Forest, though, are not a one-man shop window. Anderson is part of a spine that has been assembled with care and no little ambition. Morgan Gibbs-White has grown into the talismanic No.10, the playmaker who thrives under the weight of responsibility in that iconic Garibaldi shirt. Behind them, Murillo has emerged as the defensive cornerstone.

The Brazilian centre-half did not take long to make an impression. Colback was at the City Ground when the hulking 23-year-old arrived and saw both the rawness and the rare quality.

“I've watched him a few times. Live in the stadium, he's one of them who kind of looks like he's got a mistake in him. But he reads the game so well and reacts so well,” Colback said. The edge is part of the package. So is the intelligence.

Forest have felt his absence this season. Injuries to Murillo have coincided with dips in form, underlining how central he has become to the way they defend and build attacks. For Colback, that underlines something bigger than one player’s influence.

“They [Forest] have missed him a little bit this season with injuries, and that showed a bit in the form. But I think it's credit to the club, the recruitment has been really, really good for a good few years now - credit to the owner for that.”

Murillo’s latest contract, running through to 2030, is a statement in itself. Forest are not just collecting assets; they are trying to lock in a core. If he stays the course, he, like Gibbs-White, has the chance to move from fan favourite to modern-day legend, the kind of figure talked about in the same breath as promotion heroes and European names of old.
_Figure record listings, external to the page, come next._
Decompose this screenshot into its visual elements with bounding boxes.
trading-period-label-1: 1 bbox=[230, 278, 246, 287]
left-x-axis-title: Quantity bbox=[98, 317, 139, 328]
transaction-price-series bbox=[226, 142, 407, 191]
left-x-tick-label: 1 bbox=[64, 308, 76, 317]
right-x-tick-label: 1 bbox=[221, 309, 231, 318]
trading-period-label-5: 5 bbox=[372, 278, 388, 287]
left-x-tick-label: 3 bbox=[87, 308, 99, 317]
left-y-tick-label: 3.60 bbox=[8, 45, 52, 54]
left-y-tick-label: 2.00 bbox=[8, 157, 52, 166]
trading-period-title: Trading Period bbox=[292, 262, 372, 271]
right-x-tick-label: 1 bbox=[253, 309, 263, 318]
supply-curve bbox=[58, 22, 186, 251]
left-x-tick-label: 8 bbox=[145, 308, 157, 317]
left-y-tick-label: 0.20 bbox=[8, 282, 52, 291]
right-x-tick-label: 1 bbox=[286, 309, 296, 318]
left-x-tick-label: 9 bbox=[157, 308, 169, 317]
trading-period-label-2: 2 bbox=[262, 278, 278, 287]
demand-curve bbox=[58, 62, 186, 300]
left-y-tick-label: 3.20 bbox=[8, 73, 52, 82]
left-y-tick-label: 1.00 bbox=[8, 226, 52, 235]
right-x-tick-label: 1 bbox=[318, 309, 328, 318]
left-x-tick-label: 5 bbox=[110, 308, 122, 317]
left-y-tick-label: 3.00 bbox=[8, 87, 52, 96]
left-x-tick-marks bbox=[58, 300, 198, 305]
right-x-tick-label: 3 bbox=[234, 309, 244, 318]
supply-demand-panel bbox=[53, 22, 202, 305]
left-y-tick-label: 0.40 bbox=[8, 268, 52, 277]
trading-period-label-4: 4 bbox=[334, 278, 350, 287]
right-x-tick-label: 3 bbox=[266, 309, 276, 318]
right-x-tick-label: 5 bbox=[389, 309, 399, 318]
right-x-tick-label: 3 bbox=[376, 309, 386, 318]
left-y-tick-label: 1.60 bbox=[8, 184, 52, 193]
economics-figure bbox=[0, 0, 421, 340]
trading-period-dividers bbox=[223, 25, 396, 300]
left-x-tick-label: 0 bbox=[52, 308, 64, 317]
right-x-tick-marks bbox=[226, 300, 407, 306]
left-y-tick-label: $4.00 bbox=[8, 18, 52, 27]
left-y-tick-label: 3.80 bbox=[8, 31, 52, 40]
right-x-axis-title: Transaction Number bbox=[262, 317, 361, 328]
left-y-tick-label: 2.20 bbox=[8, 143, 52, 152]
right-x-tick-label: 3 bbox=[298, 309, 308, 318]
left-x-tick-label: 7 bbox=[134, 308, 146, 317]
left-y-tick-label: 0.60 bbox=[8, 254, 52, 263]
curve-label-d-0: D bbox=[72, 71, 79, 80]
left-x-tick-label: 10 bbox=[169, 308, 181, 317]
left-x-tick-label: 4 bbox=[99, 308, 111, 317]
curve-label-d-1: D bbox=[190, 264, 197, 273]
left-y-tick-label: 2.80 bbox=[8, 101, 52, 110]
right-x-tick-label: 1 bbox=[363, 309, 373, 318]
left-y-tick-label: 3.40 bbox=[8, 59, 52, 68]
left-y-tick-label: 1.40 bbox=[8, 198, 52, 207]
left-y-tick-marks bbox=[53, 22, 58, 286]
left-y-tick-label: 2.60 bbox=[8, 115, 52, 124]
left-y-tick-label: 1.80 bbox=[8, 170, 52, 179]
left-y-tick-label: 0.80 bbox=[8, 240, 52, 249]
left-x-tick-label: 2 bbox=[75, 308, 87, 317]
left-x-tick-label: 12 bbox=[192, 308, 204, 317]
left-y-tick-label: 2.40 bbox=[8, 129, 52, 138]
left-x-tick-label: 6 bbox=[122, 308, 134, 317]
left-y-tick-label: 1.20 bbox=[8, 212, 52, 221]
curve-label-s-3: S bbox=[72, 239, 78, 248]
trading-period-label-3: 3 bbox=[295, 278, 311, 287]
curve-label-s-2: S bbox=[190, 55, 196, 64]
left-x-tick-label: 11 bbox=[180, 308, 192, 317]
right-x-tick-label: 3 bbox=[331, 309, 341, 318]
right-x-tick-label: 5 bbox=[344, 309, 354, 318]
Those legends are never far away. Recently, a few of them were back on familiar turf. Colback, part of the side that dragged Forest back into the Premier League in 2022, returned as the club’s past and present briefly shared the same stage.

Nottingham Forest’s front-of-shirt partner Bally Bet has been busy away from the glare of the top flight, turning its attention to the lifeblood of the sport: grassroots football. The company set out to give long-serving local stalwarts the recognition they rarely receive, and enlisted Forest great Mark Crossley to help.

Crossley was tasked with compiling the first-ever All-Stars Vets squad, a team built not from marketing metrics but from characters – the real personalities who keep Sunday mornings and muddy pitches alive. He was supported by other recognisable Forest faces as he pieced together the Bally Bet All-Stars, a side that captured the humour, resilience and camaraderie of the grassroots game.

Then came their reward. The All-Stars swapped recreation grounds for the City Ground, traded changing huts for a Premier League tunnel, and walked out to face a team of hand-picked Forest legends on May 28. For one night, the line between the professional and the amateur blurred. The same stands, the same pitch, the same badge.

That is where Forest now sit as a club: one eye on £100m offers from the Etihad and Old Trafford, the other on the community that filled the City Ground long before the money arrived. The question is not just how high Anderson’s fee might go, or how far Murillo and Gibbs-White can carry this team, but whether Forest can turn this carefully built core into a lasting era rather than another fleeting chapter by the Trent.